Tax nightmare looms for Health Care Homes

3 minute read


General practice could face a taxation nightmare from the Health Care Homes initiative for treating chronic disease


General practices could face a taxation nightmare as a result of the Health Care Homes initiative for treating chronic disease.

Uncertainty about the impact of the bundled-payment funding model was among the top concerns of independent GP owner-doctors at a post-budget strategy meeting in Melbourne last weekend.

Dr Sean Stevens, a director of the Australian General Practice Alliance, said the taxation issue was “huge” for practice owners and the future of the Health Care Homes scheme would be in trouble if they did not get on board.

“If the government wants to roll this out they are going to need to do it with practice owners,” he said.

“The payroll tax issue has not been resolved. There has not been adequate consultation with practice owners.

“If you’re a large corporate, you can afford lawyers to structure things so that payroll tax is not an issue.   But if you are a practice owner with eight GPs, that could potentially be very expensive and explode in your face.”

The potential barrier to participation in Health Care Homes arises because the federal government’s bundled payments – essentially a reassignment of chronic care plan funding – will go to practices, not to treating GPs. Depending on how the funds are passed on to GPs, their legal and taxation status will be affected.

The concern arises as doctors are still digesting the news that practices belonging to the two largest corporate players  have snapped up about 50% of the Health Care Homes trials to start later this year.

David Dahm, a chartered accountant who acts as a management consultant to practices across the country, agreed that independent practice owners were right to be worried, saying they faced potentially massive new tax liabilities without careful restructuring.

As the Health Care Homes scheme grew in size, these liabilities would “swell like a boil”, he said.

Practices are commonly set up as “service entities” and split their administrative and clinical arms legally.

“Under the new scheme, a GP would be contracted to provide clinical services to the practice, instead of the patient, causing significant commercial, medico-legal and taxation issues,” Mr Dahm, also a taxation agent, told The Medical Republic..

In the murky world of tax rulings, not only could a practice be hit for payroll tax on the HCH component paid to doctors, tax authorities could potentially then go after the practice for tax on all the doctors’ earnings.

For a practice where doctors were taking home $1 million, there would be an instant 5% jump in overheads. But knock-on costs could appear, for example, with demands for mandated superannuation.

Dr Stevens said owners’ concerns over the tax issue was second only to their ongoing fears about the status of pathology rents that GP owners can charge for collection centres at their clinics.

With tax rules open to interpretation, “there’s so much money at stake, it’s a huge risk that you can’t ignore”, Dr Stevens said.

AGPA is holding post-budget meetings with practice owners in state capitals over coming weeks, starting with a meeting tonight in Perth.

More meetings will follow in Sydney, Brisbane and other capitals.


#### WORK REQUIRED:
Pull every line containing the word "getdata" from the records.

(Saved data entries)
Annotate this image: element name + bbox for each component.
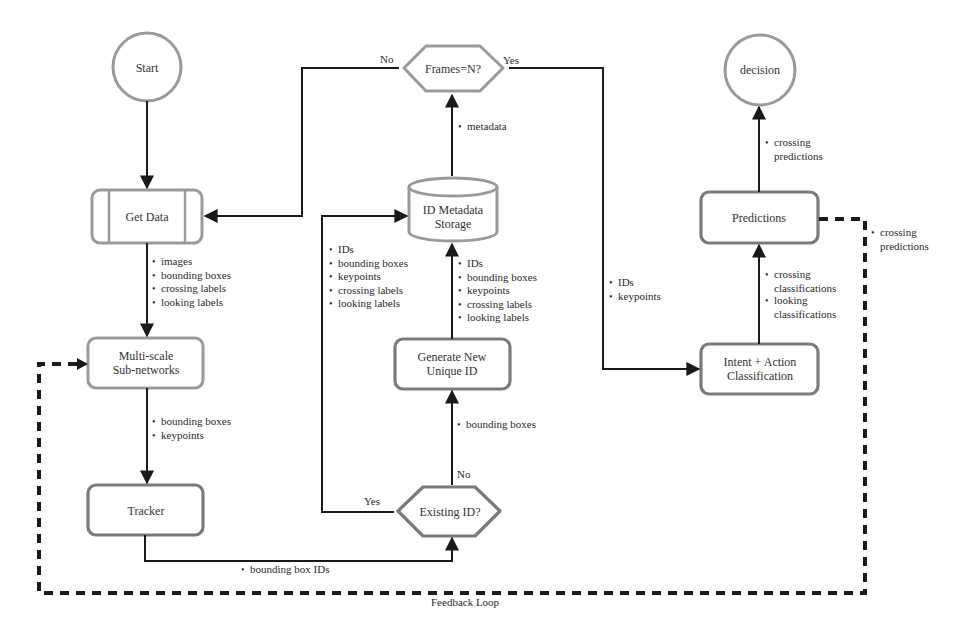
list-item: IDs (329, 243, 408, 257)
multiscale-to-tracker-list: bounding boxes keypoints (152, 415, 231, 442)
start-label: Start (136, 61, 159, 75)
intent-label-line2: Classification (724, 369, 797, 383)
list-item: crossing (765, 268, 836, 282)
existing-yes-to-storage-list: IDs bounding boxes keypoints crossing la… (329, 243, 408, 311)
existing-yes-label: Yes (364, 495, 380, 507)
list-item-continuation: classifications (765, 308, 836, 321)
list-item-continuation: predictions (765, 150, 823, 163)
storage-label-line2: Storage (423, 217, 483, 231)
multiscale-label-line1: Multi-scale (113, 349, 180, 363)
list-item: bounding boxes (152, 415, 231, 429)
predictions-to-decision-list: crossing predictions (765, 136, 823, 162)
intent-label: Intent + Action Classification (724, 355, 797, 383)
feedback-list: crossing predictions (871, 226, 929, 252)
edge-frames-no-to-getdata (205, 68, 399, 216)
list-item: looking (765, 294, 836, 308)
list-item: looking labels (152, 296, 231, 310)
flowchart-canvas: Start Get Data Multi-scale Sub-networks … (0, 0, 974, 624)
storage-to-frames-list: metadata (458, 120, 507, 134)
list-item: bounding box IDs (241, 563, 329, 577)
feedback-arrow-head (77, 358, 88, 370)
list-item: bounding boxes (458, 271, 537, 285)
list-item: crossing labels (152, 282, 231, 296)
feedback-loop-label: Feedback Loop (431, 596, 499, 608)
getdata-to-multiscale-list: images bounding boxes crossing labels lo… (152, 255, 231, 309)
list-item: crossing labels (329, 284, 408, 298)
decision-label: decision (740, 63, 780, 77)
tracker-label: Tracker (128, 504, 165, 518)
list-item-continuation: classifications (765, 282, 836, 295)
generate-id-label: Generate New Unique ID (418, 350, 487, 378)
generate-id-label-line1: Generate New (418, 350, 487, 364)
list-item: bounding boxes (329, 257, 408, 271)
list-item: crossing (871, 226, 929, 240)
frames-yes-label: Yes (503, 54, 519, 66)
list-item: crossing labels (458, 298, 537, 312)
frames-no-label: No (380, 53, 393, 65)
existing-no-to-generate-list: bounding boxes (457, 418, 536, 432)
intent-label-line1: Intent + Action (724, 355, 797, 369)
frames-yes-to-intent-list: IDs keypoints (609, 276, 661, 303)
list-item: crossing (765, 136, 823, 150)
list-item: looking labels (329, 297, 408, 311)
get-data-label: Get Data (126, 210, 169, 224)
list-item: images (152, 255, 231, 269)
frames-label: Frames=N? (425, 62, 481, 76)
list-item: IDs (609, 276, 661, 290)
list-item: keypoints (329, 270, 408, 284)
tracker-to-existing-list: bounding box IDs (241, 563, 329, 577)
list-item: keypoints (458, 284, 537, 298)
existing-no-label: No (457, 468, 470, 480)
list-item: keypoints (609, 290, 661, 304)
list-item: looking labels (458, 311, 537, 325)
list-item: IDs (458, 257, 537, 271)
list-item: keypoints (152, 429, 231, 443)
storage-label: ID Metadata Storage (423, 203, 483, 231)
list-item-continuation: predictions (871, 240, 929, 253)
generate-id-label-line2: Unique ID (418, 364, 487, 378)
list-item: bounding boxes (457, 418, 536, 432)
existing-id-label: Existing ID? (420, 505, 481, 519)
multiscale-label-line2: Sub-networks (113, 363, 180, 377)
list-item: bounding boxes (152, 269, 231, 283)
edge-frames-yes-to-intent (509, 68, 699, 369)
predictions-label: Predictions (732, 211, 786, 225)
edge-tracker-to-existing (145, 535, 452, 561)
generate-to-storage-list: IDs bounding boxes keypoints crossing la… (458, 257, 537, 325)
intent-to-predictions-list: crossing classifications looking classif… (765, 268, 836, 320)
list-item: metadata (458, 120, 507, 134)
multiscale-label: Multi-scale Sub-networks (113, 349, 180, 377)
storage-label-line1: ID Metadata (423, 203, 483, 217)
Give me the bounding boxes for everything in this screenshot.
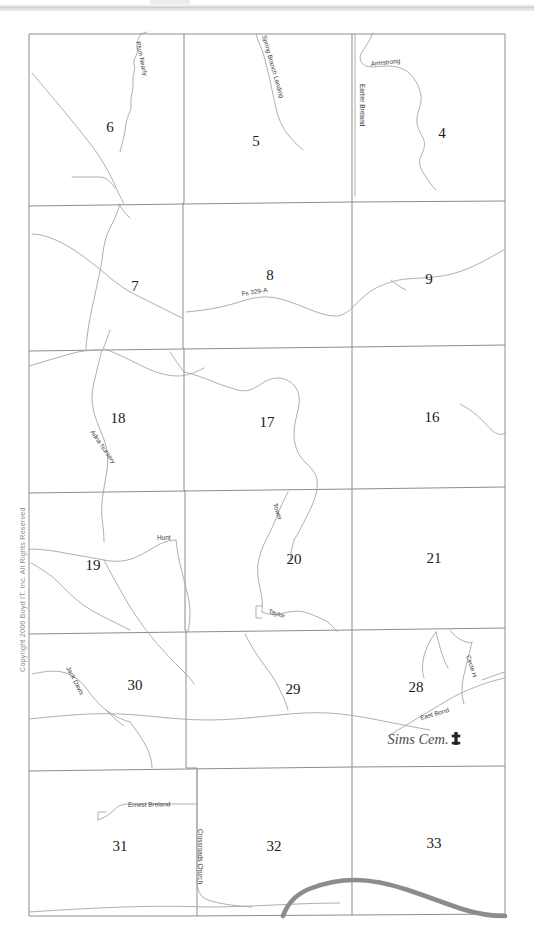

#### EXERCISE RESULT:
edge-frames-no-to-getdata (205, 68, 399, 216)
getdata-to-multiscale-list: images bounding boxes crossing labels lo… (152, 255, 231, 309)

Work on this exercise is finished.